NFAI receives rare snapshots of Simla Conference of 1945

The six-minute, black-and-white footage of the Simla Conference, which featured in one of two 8 mm tapes, was sent to the NFAI late last month by Margaret South, a resident of West Sussex in the U.K.

August 15, 2019 02:30 am | Updated 02:30 am IST - Pune

Fine shots:  NFAI Director Prakash Magdum, right, displays the 8mm film and, below, Gandhiji walking with an aide during the Simla Conference.

Fine shots: NFAI Director Prakash Magdum, right, displays the 8mm film and, below, Gandhiji walking with an aide during the Simla Conference.

The National Film Archive of India (NFAI) has acquired an 8 mm film of vital historical import, pertaining to the 1945 Simla Conference of British administrators, Indian leaders and diplomats.

The film was sent to the NFAI by the daughter of an officer who had served in the Royal Indian Navy (RIN) and who surreptitiously filmed the arrival of leaders and diplomats at the historic conference with his personal 8 mm camera.

The six-minute, black-and-white footage of the Simla Conference, which featured in one of two 8 mm tapes, was sent to the NFAI late last month by Margaret South, a resident of West Sussex in the U.K.

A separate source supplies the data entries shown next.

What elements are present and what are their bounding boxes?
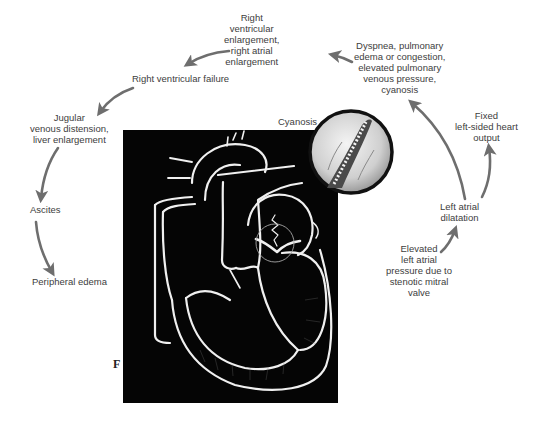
label-line: pressure due to: [386, 265, 452, 276]
label-line: Peripheral edema: [32, 276, 107, 287]
arrow-rv-enlargement-to-rv-failure: [188, 51, 229, 64]
label-line: cyanosis: [354, 84, 445, 95]
label-line: Cyanosis: [278, 116, 317, 127]
label-line: Jugular: [30, 112, 109, 123]
label-line: valve: [386, 287, 452, 298]
arrow-jugular-to-ascites: [41, 148, 58, 198]
figure-panel-letter: F: [113, 357, 120, 372]
label-line: enlargement: [224, 56, 279, 67]
arrow-rv-failure-to-jugular: [100, 88, 133, 112]
label-line: Fixed: [455, 110, 518, 121]
arrow-ascites-to-edema: [36, 222, 52, 272]
label-line: edema or congestion,: [354, 51, 445, 62]
label-line: Left atrial: [440, 201, 479, 212]
label-line: left atrial: [386, 254, 452, 265]
label-line: dilatation: [440, 212, 479, 223]
heart-illustration-icon: [123, 130, 338, 403]
label-right-ventricular-failure: Right ventricular failure: [132, 73, 229, 84]
label-line: Ascites: [30, 204, 61, 215]
label-line: venous distension,: [30, 123, 109, 134]
label-line: venous pressure,: [354, 73, 445, 84]
arrow-la-dilatation-to-fixed-output: [482, 148, 490, 197]
label-line: enlargement,: [224, 34, 279, 45]
label-line: left-sided heart: [455, 121, 518, 132]
label-line: stenotic mitral: [386, 276, 452, 287]
arrow-dyspnea-to-rv-enlargement: [333, 55, 352, 62]
label-elevated-left-atrial-pressure: Elevated left atrial pressure due to ste…: [386, 243, 452, 298]
label-ascites: Ascites: [30, 204, 61, 215]
label-peripheral-edema: Peripheral edema: [32, 276, 107, 287]
label-line: liver enlargement: [30, 134, 109, 145]
label-line: ventricular: [224, 23, 279, 34]
label-line: Elevated: [386, 243, 452, 254]
label-left-atrial-dilatation: Left atrial dilatation: [440, 201, 479, 223]
label-line: elevated pulmonary: [354, 62, 445, 73]
label-jugular-venous-distension: Jugular venous distension, liver enlarge…: [30, 112, 109, 145]
label-line: right atrial: [224, 45, 279, 56]
label-line: Right ventricular failure: [132, 73, 229, 84]
label-dyspnea: Dyspnea, pulmonary edema or congestion, …: [354, 40, 445, 95]
label-line: output: [455, 132, 518, 143]
label-line: Dyspnea, pulmonary: [354, 40, 445, 51]
stenotic-mitral-valve-icon: [310, 111, 392, 193]
label-line: Right: [224, 12, 279, 23]
label-right-ventricular-enlargement: Right ventricular enlargement, right atr…: [224, 12, 279, 67]
label-fixed-left-sided-output: Fixed left-sided heart output: [455, 110, 518, 143]
label-cyanosis: Cyanosis: [278, 116, 317, 127]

It was taken by Ms. South’s father, William Gledhill Taylor, who was sent on leave in Simla prior to his demobilisation and subsequent return to the British Isles.

It records the arrival of the delegates to the conference, which was convened by the Viceroy Lord Wavell and lasted from June 25-July 14, 1945.

Key moments

The footage has long-shots of Mahatma Gandhi and Muhammad Ali Jinnah (possibly taken a day before the start of the actual conference), and then shows Lord Wavell and his wife, Eugenie Quirk (Countess Wavell) welcoming other Indian National Congress (INC) and Muslim League leaders, including Jinnah, on the day of the conference.

“The NFAI thanks Ms. South for her thoughtfulness in preserving this footage as well as thinking of sending it to us. The footage is indeed an amazing collection of shots taken during a crucial period prior to India’s independence. Several key political personalities of the time are seen and captured on the camera, some in close-ups,” Prakash Magdum, Director, NFAI, told The Hindu .

The tape begins with shots of the imposing and stately Viceregal Lodge (now known as the Rashtrapati Niwas) on the summit of the Observatory Hills, then has Jinnah arriving at the Lodge. It also has Gandhi — who was present during the conference but did not take part in the proceedings — exiting the building and walking on the grounds along with an aide and a senior British diplomat.

Shots of the opening day of the conference show Lord Wavell shaking hands with Jinnah, C. Rajagopalachari, Maulana Abul Kalam Azad (the the President of the INC), Babu Rajendra Prasad and Master Tara Singh, among others.

The sunny optimism reflected in the smiles of the leaders in the footage at the start of the conference proved deceptive as the conclave ultimately proved a failure, with Jinnah and the Muslim League remaining adamant that the party should have an exclusive right to nominate Muslim members of the Viceroy’s Executive Council.

Archival value

Remarking on the importance of the footage, Mr. Magdum said it had been shot by an individual who was pursuing his hobby which lent a different colour to the proceedings.

Mr. Magdum said, “One can find long-shots as well as tight close-ups of these leaders who would define the destiny of the Indian sub-continent. It offers a revelatory insight into the mood before the Simla Conference and hence has great archival value,” he said.

Mr. Taylor, who passed away in 2010, had served with the British India Steam Navigation Company when he was just 17 and then joined the RIN when the Second World War broke out, rising to the rank of Lieutenant by the end of the war.

“He later qualified as a medical surgeon in the U.K. in 1954 and returned to Simla with his wife as he had lasting and fond memories of the place. In her letter to us, Ms. South says that her father [Mr. Taylor] would have been intensely proud if his film, which captures so many important players on an historic occasion, were to be preserved by us,” said Mr. Magdum.

He also said that the footage in the first tape, which was a private home video showing Mr. Taylor with his friends, was taken in Bombay (now Mumbai) and featured shots of the Marine Drive and the Rajabai Clock Tower with a view of Mumbai in the mid-1940s.